The Great App Firewall

Five iPhone programs you can't use in China.

PETER PARKS/AFP/Getty Images
PETER PARKS/AFP/Getty Images
PETER PARKS/AFP/Getty Images

With more than 50 billion downloads of its 850,000-plus choices, Apple's App Store seems like it has something for everyone. As long as you follow the rules, that is -- no pornography (sorry, Hustler), no poor taste (sorry, Baby Shaker), and keep the ridicule of public figures to a minimum (sorry, pantsless Bill Clinton bouncing on a trampoline). But now that China has fallen in love with iPhones and iPads, there's a whole new set of rules for what's allowed. Apple, unlike Google, has never publicly explained its censorship policies in the Middle Kingdom. In a rare example to have made it into the English-language media, Apple told a developer in April that his online bookstore app had to be removed because it "includes content that is illegal in China." (The developer speculated it was because he hosted three books by dissident author Wang Lixiong.) Publishing banned books, however, is just one way to fall afoul of China's censors. Here are five other types of apps that are censored in China.
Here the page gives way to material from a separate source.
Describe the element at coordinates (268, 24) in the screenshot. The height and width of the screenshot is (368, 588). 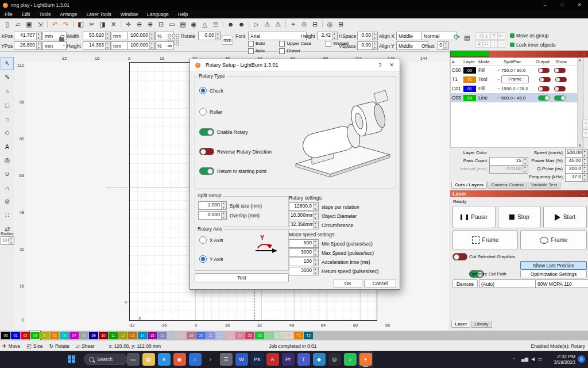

With more than 50 billion downloads of its 850,000-plus choices, Apple’s App Store seems like it has something for everyone. As long as you follow the rules, that is — no pornography (sorry, Hustler), no poor taste (sorry, Baby Shaker), and keep the ridicule of public figures to a minimum (sorry, pantsless Bill Clinton bouncing on a trampoline). But now that China has fallen in love with iPhones and iPads, there’s a whole new set of rules for what’s allowed. Apple, unlike Google, has never publicly explained its censorship policies in the Middle Kingdom. In a rare example to have made it into the English-language media, Apple told a developer in April that his online bookstore app had to be removed because it “includes content that is illegal in China.” (The developer speculated it was because he hosted three books by dissident author Wang Lixiong.) Publishing banned books, however, is just one way to fall afoul of China’s censors. Here are five other types of apps that are censored in China.

PROTEST PARTY

Residents of China first reported Facebook being blocked in 2008, followed by Twitter a year later. Facebook found itself shut off a few months after the 2008 Lhasa riots, when Tibetans and their supporters used Facebook to broadcast their grievances with Beijing’s rule. While it’s relatively easy for residents of China to access these sites through roundabout methods — dissident artist Ai Weiwei has more than 215,000 followers on Twitter, for example — neither works if you download it from Apple’s Chinese app store. But some social media apps make it through the firewall. iFlashMob mobile, which describes itself as a “powerful yet simple way to stay connected” (and perhaps even convene a protest or two) is easily downloadable.

BLURRED VISION

Chinese tech companies provide their own free mapping apps; leading search engine Baidu, for example, has one, and Chinese map firm AutoNavi has an app that provides high-end navigation services. On the one hand, both take pains to expand China’s contested borders to include places like the disputed Diaoyu Islands (the Senkakus to the Japanese). But some Chinese military sites are simply blank spaces, and even Baidu’s detailed Beijing map has an odd black hole: Zhongnanhai, the seat of the Chinese government, for which the map lists only the names of the two lakes in the compound.

LOSING MY RELIGION

On April 1, Apple CEO Tim Cook apologized directly to the Chinese people for poor customer service, after facing weeks of attacks from state media claiming that the company is disrespectful and “arrogant.” Eight days later, the Chinese newspaper Securities Daily went even further, reporting that Apple was breaking the law. The crime? Hosting the app “Spreading Falun Dafa.” Representatives or followers of Falun Dafa (often known as Falun Gong), a Chinese religion that Beijing banned in 1999, created the app, which contains a selection of the religion’s texts. Two days later, Securities Daily crowed that Apple had deleted it (though many other religious apps, from Quran Explorer to Daily Bible Inspirations, are still accessible).

SEXY EDUCATION

Pornography is technically banned on the Chinese Internet, though still widely available. But there’s no messing with Apple’s Chinese app store. A few apps that brand themselves as, um, instructional — presumably to get past censors — are available, but they’re pretty tame. The English-language “Sex Master” free app, for example, which promises “sex education without censorship,” offers nothing more titillating than kisses and bare legs.

MARY JANE

Marijuana is illegal in China, though its use is mostly tolerated by officials (if not parents) and it’s surprisingly available, especially in the southwestern province of Yunnan, where it grows wild. In the United States, the craving for marijuana has spawned dozens of Apple apps. The Marijuana Handbook offers to teach you how to be a “Smoking Guru”; Weed Strains 3D promises “great tasting medicinal edible recipes”; and Legal Maps provides directions to a cannabis dispensary near you. A recent search for marijuana in Chinese (“big hemp”), however, returned only one result: a children’s puzzle, graced with an image of a creature that looks like a rhinoceros.